The tsar was indeed becoming more and more inactive, but it was because he had grasped the hopelessness of the situation. He had read the reports of the secret police and knew all about the growing general conspiracy. And he was tired of the endless struggle. He had decided to cede authority to them. He would withdraw into private life, so that his wife — who was going insane from her furious activity and terrible premonitions — would be left alone. And that peasant would also be left alone to help them survive by healing both her and their son. And for that reason he himself welcomed the inevitable, although for the time being he listlessly attempted to calm the seething Duma.

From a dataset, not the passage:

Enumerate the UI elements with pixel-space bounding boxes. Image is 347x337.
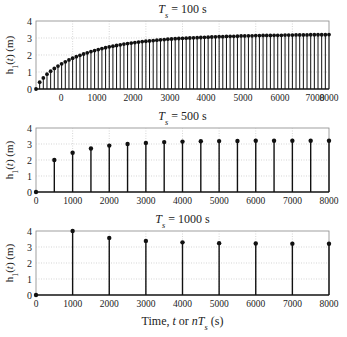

How many times had he hopelessly reshuffled the government. On 10 November he appointed Trepov prime minister in place of Stürmer, whom the Duma hated. Trepov was from a distinguished family of right-wing public servants. His father, Fyodor Trepov, had been a Petersburg mayor of
notorious strictness. And his brother, Dmitry, had once headed the powerful ministry of internal affairs. But it was only with the greatest difficulty that poor Alexei succeeded in making his initial programmatic speech to the Duma. He was greeted by noisy heckling. The Duma no longer wanted sops from the authorities. It demanded ministers who would be responsible to the Duma. It was then that Nicholas decided to make his last concession — to hand over Protopopov. Rodzyanko had been able to tell him a great deal about the half-mad minister.
On 10 November the tsar wrote to Alix:
You will have heard … about the changes wh. are absolutely necessary now. I am sorry about Prot. [opopov], a good honest man, but he jumped fr. One idea to another and could not stick to his opinion … People said he was not normal some years ago fr. a certain illness. It is risky leaving the ministry of Int.[ernal affairs] in such hands at such times! … Only please don’t mix in our Friend. It is I who carry the responsibility [and] I want to be free to choose accordingly.
Thus did he plead with Alix not to invoke the peasant’s words.
But she understood everything: he had decided to put an end to the ‘Tsarskoe Selo cabinet’ that was meant to save them. He had decided to turn once more to the odious people who dreamed of limiting the tsar’s power. They would deceive him yet again! To ‘be free to make his own choice’ was not something she could allow. And the ‘wise counsels of Our Friend’ were at once brought to bear on the matter.